Much of the novel’s uncanny power is generated through the interplay between Remi and Martha’s story and the echoes present in the novel within the novel, The Cold Veil. Hill clearly knows both his classic and modern science fiction, and is well aware of the differences in style, tone and intent that can exist between them. In the excerpts from The Cold Veil he lovingly pastiches that dry, slightly stilted and vaguely paternalistic voice that is the default for so much vintage science fiction, from John Wyndham through to Michael Moorcock. There is more going on here than just joyously reproducing voices from SF’s past, though. What Hill gets spot-on in The Cold Veil sections is the uncanny prescience of all those glorious late 60s and early 70s New Wave dystopias, the way they frequently get the feel and the tenor of our future right whilst getting many of the actual details wrong.
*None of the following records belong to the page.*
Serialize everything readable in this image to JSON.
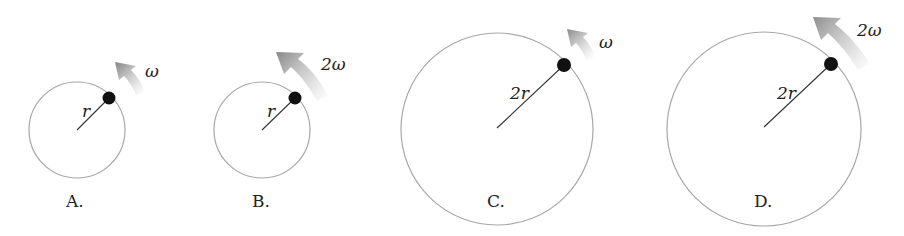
{
  "figure": {
    "colors": {
      "circle": "#a8a8a8",
      "radius_line": "#333333",
      "ball": "#111111",
      "arrow": "#8c8c8c",
      "text": "#222222"
    },
    "options": [
      {
        "label": "A.",
        "radius_label": "r",
        "omega_label": "ω",
        "radius_relative": 1,
        "omega_relative": 1
      },
      {
        "label": "B.",
        "radius_label": "r",
        "omega_label": "2ω",
        "radius_relative": 1,
        "omega_relative": 2
      },
      {
        "label": "C.",
        "radius_label": "2r",
        "omega_label": "ω",
        "radius_relative": 2,
        "omega_relative": 1
      },
      {
        "label": "D.",
        "radius_label": "2r",
        "omega_label": "2ω",
        "radius_relative": 2,
        "omega_relative": 2
      }
    ]
  }
}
The way the concerns of the sixties and seventies New Wave have in many ways come to fruition, whilst the tech is radically different. Anyone who’s read John Brunner’s classic dystopias will know what I’m getting at, the way we recognise the worlds transfigured by climate change, antibiotic resistance and computer viruses from Stand On Zanzibar (1968), The Sheep Look Up (1972) or The Shockwave Rider (1975) whilst laughing at their depictions of massive computers made of interlinked vacuum tubes and reels of tape taking up giant underground caves.
However, on a deeper level, Remi and Martha’s troubled father/daughter relationship is echoed and contrasted with the father/daughter relationship between Kip and Miranda Mornington in The Cold Veil. The difference between the way the destructive father who is rendered redundant by machines and ends up unwittingly spearheading an anti-technological revolt is handled in both The Cold Veil and Zero Bomb, and the understanding and empathy shown towards the daughter trying to deal with the mess he’s left behind, shows how our perspectives and sympathies have shifted since the 70s. Hill, like Brace, is fully aware that in writing speculative fiction he is speaking to the future, but unlike Brace he is aware of the responsibilities that come with that, and the attendant importance of not sugar-coating the bitter pill of reality but also not sinking into bleakness, despair and despondency.
“Destructive impulses behind the rise of the populist rise of the right in both countries” Funny how it always comes down to politics for the true leftist. Even tho the dangerous rise of tech. And the dehumanization of automation, not to mention the endless desire to control,all come from the left. I think the reviewer read a different book than I did.